Monsieur Douaille for the first time stretched out his hand and drank some of the wine which stood by his side. His cheeks were very pale. He had the appearance of a man tortured by conflicting thoughts.
"I should like to ask you, Selingman," he said, "whether you have made any definite plans for your conflict with the British Navy? I admit that the days of England's unique greatness are over. She may not be in a position to-day, as she has been in former years, to fight the world. At the same time, her one indomitable power is still, whatever people may say or think, her navy. Only last month the Cabinet of my country were considering reports from their secret agents and placing them side by side with known facts, as to the relative strength of your navy and the navy of Great Britain. On paper it would seem that a German success was impossible."
Selingman smiled—the convincing smile of a man who sees further than most men.
"Not under the terms I should propose to you, Monsieur Douaille," he declared. "Remember that we should hold Calais, and we should be assured at least of the amiable neutrality of your fleet. We have spoken of matters so intimate that I do not know whether in this absolute privacy I should not be justified in going further and disclosing to you our whole scheme for an attack upon the English Navy. It would need only an expression of your sympathy with those views which we have discussed, to induce me to do so."
Monsieur Douaille hesitated for several moments before he replied.
"I am a citizen of France," he said, "an envoy without powers to treat. My own province is to listen."
"But your personal sympathies?" Selingman persisted.
"I have sometimes thought," Monsieur Douaille confessed, "that the present grouping of European Powers must gradually change. If your country, for instance," he added, turning to Mr. Grex, "indeed embraces the proposals of Herr Selingman, France must of necessity be driven to reconsider her position towards England. The Anglo-Saxon race may have to battle then for her very existence. Yet it is always to be remembered that in the background are the United States of America, possessing resources and wealth greater than any other country in the universe."
"And it must also be remembered," Selingman proclaimed, in a tone of ponderous conviction, "that she possesses no adequate means of guarding them, that she is not a military nation, that she has not the strength to enforce the carrying out of the Monroe Doctrine. Things were all very well for her before the days of wireless telegraphy, of aeroplanes and airships, of super-dreadnoughts, and cruisers with the speed of express trains. She was too far away to be concerned in European turmoils. To-day science is annihilating distance. America, leaving out of account altogether her military impotence, would need a fleet three times her present strength to enforce the Monroe Doctrine for the remainder—not of this century but of this decade."
Then the bombshell fell. A strange voice suddenly intervened, a voice whose American accent seemed more marked than usual. The four men turned their heads. Selingman sprang to his feet. Mr. Grex's face was marble in its whiteness. Monsieur Douaille, with a nervous sweep of his right arm, sent his glass crashing to the floor. They all looked in the same direction, up to the little music gallery. Leaning over in a careless attitude, with his arms folded upon the rail, was Richard Lane.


• **Problem**: Which lines of the entries below include "藝術與娛樂"? List them all.

(Records shown begins)

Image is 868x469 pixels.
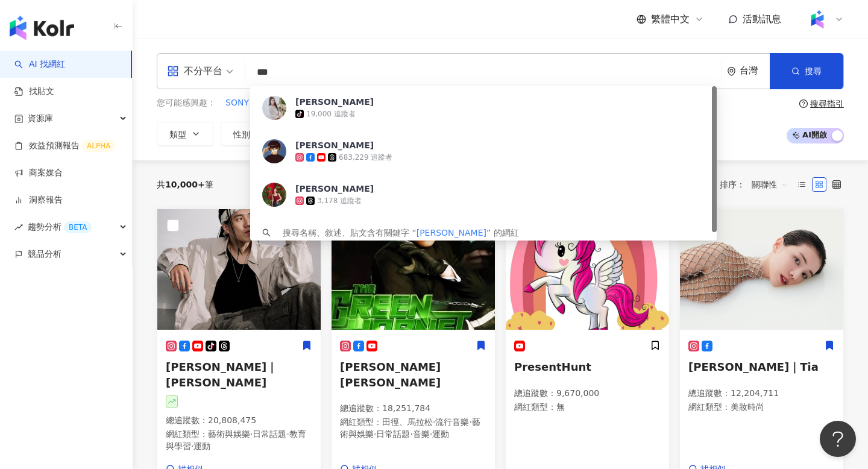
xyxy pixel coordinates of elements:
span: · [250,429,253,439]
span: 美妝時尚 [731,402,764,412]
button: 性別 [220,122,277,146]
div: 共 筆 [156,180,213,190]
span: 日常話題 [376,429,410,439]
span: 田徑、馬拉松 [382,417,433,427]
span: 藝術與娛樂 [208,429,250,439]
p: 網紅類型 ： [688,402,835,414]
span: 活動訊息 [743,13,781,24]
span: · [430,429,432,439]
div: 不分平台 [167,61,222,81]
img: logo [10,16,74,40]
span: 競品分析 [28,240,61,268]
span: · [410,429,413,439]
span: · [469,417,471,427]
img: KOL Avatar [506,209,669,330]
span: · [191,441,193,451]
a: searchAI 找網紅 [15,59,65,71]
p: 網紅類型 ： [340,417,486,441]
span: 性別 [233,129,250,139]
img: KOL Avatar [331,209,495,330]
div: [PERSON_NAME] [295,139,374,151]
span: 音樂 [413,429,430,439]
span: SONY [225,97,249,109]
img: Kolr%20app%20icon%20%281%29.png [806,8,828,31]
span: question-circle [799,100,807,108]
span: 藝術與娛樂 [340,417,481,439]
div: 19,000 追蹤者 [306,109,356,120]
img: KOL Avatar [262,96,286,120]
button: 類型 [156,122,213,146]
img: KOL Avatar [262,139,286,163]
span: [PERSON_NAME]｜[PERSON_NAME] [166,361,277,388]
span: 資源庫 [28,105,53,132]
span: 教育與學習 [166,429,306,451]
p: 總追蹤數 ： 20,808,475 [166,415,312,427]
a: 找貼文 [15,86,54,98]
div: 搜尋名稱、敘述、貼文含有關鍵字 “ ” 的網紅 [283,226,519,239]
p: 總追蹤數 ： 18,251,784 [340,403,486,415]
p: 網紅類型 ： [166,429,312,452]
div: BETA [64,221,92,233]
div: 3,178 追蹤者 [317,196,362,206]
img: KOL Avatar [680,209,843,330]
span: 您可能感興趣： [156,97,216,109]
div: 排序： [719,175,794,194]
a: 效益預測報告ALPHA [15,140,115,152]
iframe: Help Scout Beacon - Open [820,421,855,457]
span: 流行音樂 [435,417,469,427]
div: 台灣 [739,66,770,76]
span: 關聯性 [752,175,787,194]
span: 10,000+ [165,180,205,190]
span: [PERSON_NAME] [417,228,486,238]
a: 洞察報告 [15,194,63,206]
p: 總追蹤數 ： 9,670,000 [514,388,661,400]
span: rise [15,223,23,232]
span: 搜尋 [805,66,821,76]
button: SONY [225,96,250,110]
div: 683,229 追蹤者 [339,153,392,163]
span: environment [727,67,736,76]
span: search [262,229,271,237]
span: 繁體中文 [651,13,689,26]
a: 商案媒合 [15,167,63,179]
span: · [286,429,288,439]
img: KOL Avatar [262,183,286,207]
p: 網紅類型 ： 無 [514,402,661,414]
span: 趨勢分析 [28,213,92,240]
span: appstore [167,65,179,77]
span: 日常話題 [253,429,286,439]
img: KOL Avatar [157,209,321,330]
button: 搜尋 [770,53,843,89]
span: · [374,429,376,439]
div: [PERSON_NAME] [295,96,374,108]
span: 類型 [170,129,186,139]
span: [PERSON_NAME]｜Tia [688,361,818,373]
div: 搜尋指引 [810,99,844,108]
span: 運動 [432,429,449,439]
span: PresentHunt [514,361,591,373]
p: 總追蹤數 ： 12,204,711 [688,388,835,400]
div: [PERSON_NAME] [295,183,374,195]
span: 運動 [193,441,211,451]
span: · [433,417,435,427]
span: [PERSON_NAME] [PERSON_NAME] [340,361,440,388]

(Records shown ends)

• **Reply to the task**:
span: 藝術與娛樂 [208,429,250,439]
span: 藝術與娛樂 [340,417,481,439]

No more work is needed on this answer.